A Real World Protocol  ·  Field-Based STEM  ·  LEARNZ  ·  Years 3–13  ·  Climate, Environment and Earth Science  ·  Virtual access
No New Zealand school can take its class to Antarctica. The continent is 5,000 kilometres from Christchurch, temperatures reach -40°C, and access requires military logistics and government permission. For most students, Antarctica is an idea rather than a place. LEARNZ changed that. Across 13 virtual field trips to the Ross Sea region, Shelley Hersey — environmental educator, Field-Based STEM facilitator, and the person behind these resources — travelled to Scott Base and brought Antarctica back to classrooms across Aotearoa. The videos, audioconferences, scientist Q&As, and background resources she created are not simulations of Antarctica. They are Antarctica, mediated through someone who was there. This protocol shows how to use the LEARNZ Antarctica archive as a Real World Ready Layer 1 experience, and extend it with AI as a thinking partner.
13 LEARNZ field trips to the Ross Sea region
−40°C Antarctic winter temperatures at Scott Base
5,000 km Distance from Christchurch to Scott Base
Free All LEARNZ Antarctica resources, available now in the archive
About the resource creator: Shelley Hersey Shelley Hersey is an environmental educator, citizen science facilitator, and specialist in climate change education. She grew up in Ōtepoti Dunedin exploring wild southern landscapes and has spent her career connecting students and teachers to places and experiences beyond the reach of most classrooms.
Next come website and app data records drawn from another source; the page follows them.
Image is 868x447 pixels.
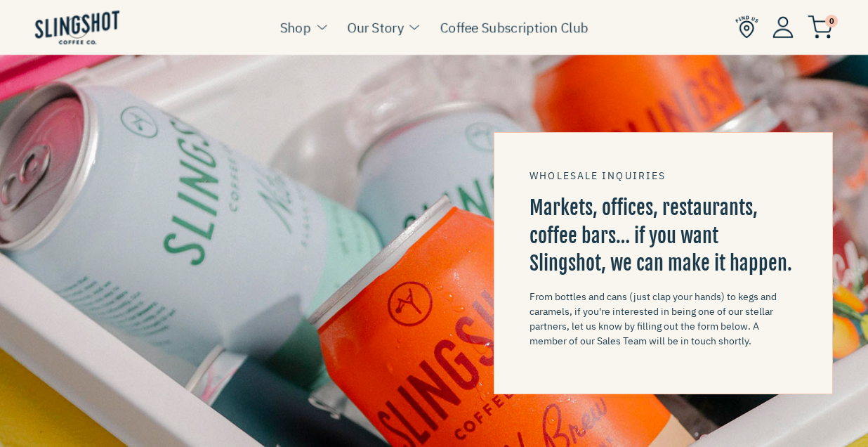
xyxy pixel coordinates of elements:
[530,168,797,184] div: WHOLESALE INQUIRIES
[281,17,311,38] a: Shop
[773,16,794,38] img: Account
[735,15,759,39] img: Find Us
[348,17,404,38] a: Our Story
[440,17,589,38] a: Coffee Subscription Club
[808,15,833,39] img: cart
[825,15,838,28] span: 0
[530,194,797,277] h3: Markets, offices, restaurants, coffee bars… if you want Slingshot, we can make it happen.
[530,289,797,349] p: From bottles and cans (just clap your hands) to kegs and caramels, if you're interested in being ...
[808,18,833,35] a: 0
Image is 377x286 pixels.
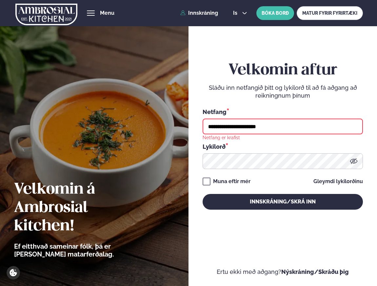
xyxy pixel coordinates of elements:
[202,194,363,210] button: Innskráning/Skrá inn
[281,268,348,275] a: Nýskráning/Skráðu þig
[202,107,363,116] div: Netfang
[228,10,252,16] button: is
[233,10,239,16] span: is
[202,268,363,276] p: Ertu ekki með aðgang?
[202,84,363,100] p: Sláðu inn netfangið þitt og lykilorð til að fá aðgang að reikningnum þínum
[256,6,294,20] button: BÓKA BORÐ
[202,134,240,140] div: Netfang er krafist
[87,9,95,17] button: hamburger
[313,179,363,184] a: Gleymdi lykilorðinu
[202,61,363,80] h2: Velkomin aftur
[15,1,77,28] img: logo
[7,266,20,279] a: Cookie settings
[296,6,363,20] a: MATUR FYRIR FYRIRTÆKI
[180,10,218,16] a: Innskráning
[14,180,150,235] h2: Velkomin á Ambrosial kitchen!
[202,142,363,151] div: Lykilorð
[14,242,150,258] p: Ef eitthvað sameinar fólk, þá er [PERSON_NAME] matarferðalag.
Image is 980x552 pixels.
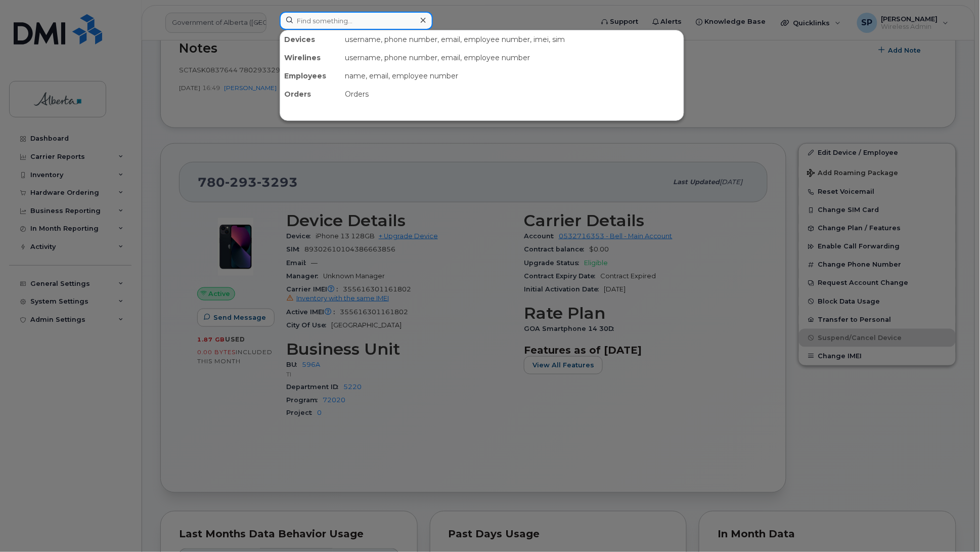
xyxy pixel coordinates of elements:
[280,67,340,85] div: Employees
[340,31,684,49] div: username, phone number, email, employee number, imei, sim
[279,12,433,30] input: Find something...
[340,85,684,103] div: Orders
[340,67,684,85] div: name, email, employee number
[280,85,340,103] div: Orders
[280,49,340,67] div: Wirelines
[340,49,684,67] div: username, phone number, email, employee number
[280,31,340,49] div: Devices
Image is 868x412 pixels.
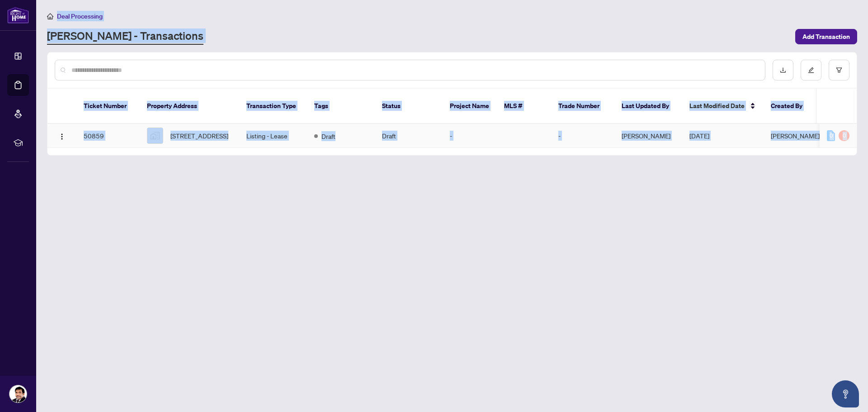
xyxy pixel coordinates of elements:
th: Status [374,89,443,124]
a: [PERSON_NAME] - Transactions [47,28,204,44]
span: [PERSON_NAME] [771,132,820,140]
th: Created By [764,89,818,124]
span: home [47,13,53,20]
td: 50859 [76,124,140,148]
div: 0 [839,130,849,141]
span: filter [836,67,842,73]
span: [DATE] [689,132,710,140]
th: Tags [307,89,374,124]
span: Add Transaction [802,29,850,44]
span: download [780,67,786,73]
span: Draft [321,131,335,141]
th: Last Modified Date [682,89,764,124]
span: [STREET_ADDRESS] [171,131,229,141]
td: - [443,124,497,148]
td: [PERSON_NAME] [615,124,682,148]
button: Open asap [832,381,859,408]
button: filter [829,60,849,80]
span: edit [808,67,814,73]
th: Trade Number [551,89,615,124]
button: Add Transaction [795,29,857,44]
th: MLS # [497,89,551,124]
td: Listing - Lease [239,124,307,148]
th: Last Updated By [615,89,682,124]
span: Last Modified Date [689,101,744,111]
div: 0 [827,130,835,141]
img: logo [7,7,29,23]
img: thumbnail-img [148,128,163,143]
button: edit [800,60,822,80]
td: - [551,124,615,148]
span: Deal Processing [57,12,102,20]
button: Logo [55,128,69,143]
th: Property Address [140,89,239,124]
button: download [773,60,793,80]
th: Project Name [443,89,497,124]
th: Transaction Type [239,89,307,124]
img: Logo [59,133,66,141]
img: Profile Icon [10,385,27,402]
td: Draft [374,124,443,148]
th: Ticket Number [76,89,140,124]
As the LEARNZ teacher for Antarctica, Shelley physically travelled to Scott Base to create the videos, diaries, and audioconferences that form the archive. She is also a Field-Based STEM facilitator and offers the Why Antarctica Matters workshop for teachers, as well as Glaciers and Virtually There — a workshop on creating your own virtual field trips. Learn more about Shelley →
PrepareBefore the trip
ExperienceThe LEARNZ field trip
Back in the classroomProcess and reflect
AI as thinking partnerLayer 2
How a LEARNZ trip works
1
Background reading

Each trip includes easy-reading and standard-level background pages. Students build enough knowledge to ask real questions before the field trip content begins.

2
Video diaries from the field

Shelley filmed daily diaries at Scott Base and in the field. Students travel with her — to sea ice camps, research huts, and the Dry Valleys — through her eyes and her camera.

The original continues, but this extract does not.